Saygents vs. the alternatives.
We won't pretend every alternative is bad. Some shops genuinely should hire a receptionist or keep their answering service. Here's an honest comparison on cost, coverage, and fit — so you pick what actually works for your business.
Pick the comparison that matters to your shop.
Each page makes a fair case for both sides, shows a side-by-side table, and tells you when each option genuinely fits.
Hiring a receptionist
Cost, coverage, channels, consistency — when a Saygents agent replaces a $4K receptionist.
Hiring a VA
The same inbound job, 24/7, without the Slack pings, turnover, or timezone gaps.
An answering service
Per-minute phone coverage vs. flat-rate AI across 7 channels including SMS follow-up.
A generic chatbot
The difference between a greeter that asks for an email and a closer that books the meeting.
When Saygents is the right call — and when it isn't.
Pick Saygents when your business runs on leads across more than one channel, when you're losing business to faster competitors after hours, when you want to stop managing another human for work that's actually pretty repeatable, or when you want a flat, predictable cost instead of a variable bill.
Skip Saygents if your customers genuinely require a live voice on the phone every time, if you need someone physically at a front desk greeting walk-ins, or if your inbound is low enough that paying $297/mo doesn't make sense yet.
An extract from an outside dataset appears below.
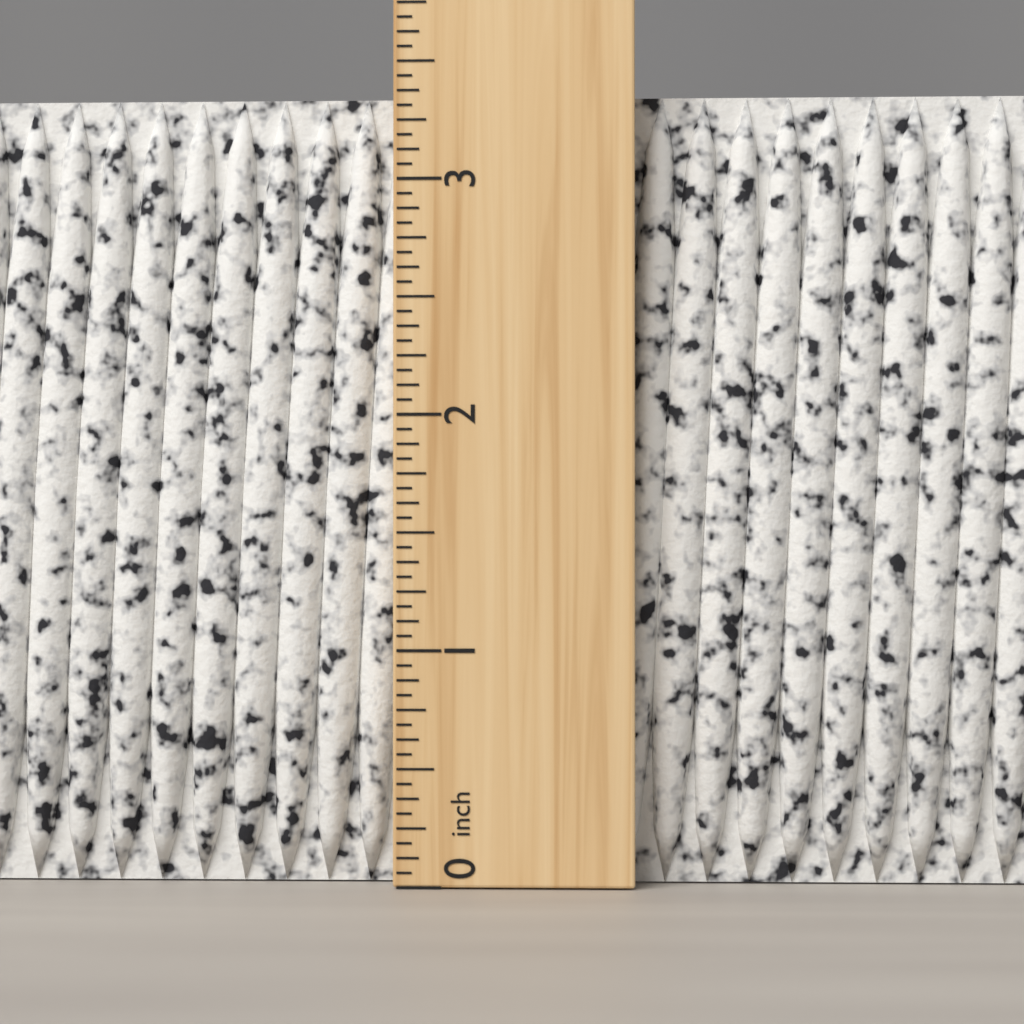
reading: 3.3750 inch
The best setup for most shops is usually a hybrid: Saygents for the 24/7 multichannel coverage plus a part-time human for the edge cases that really need one. Both cost less than a single full-time hire, and you cover every hour of the week instead of 40 of them.
The fastest way to decide? See your own agent.
A 15-minute kickoff call, 48 hours to a working custom agent, and a 30-day money-back guarantee if it isn't paying for itself.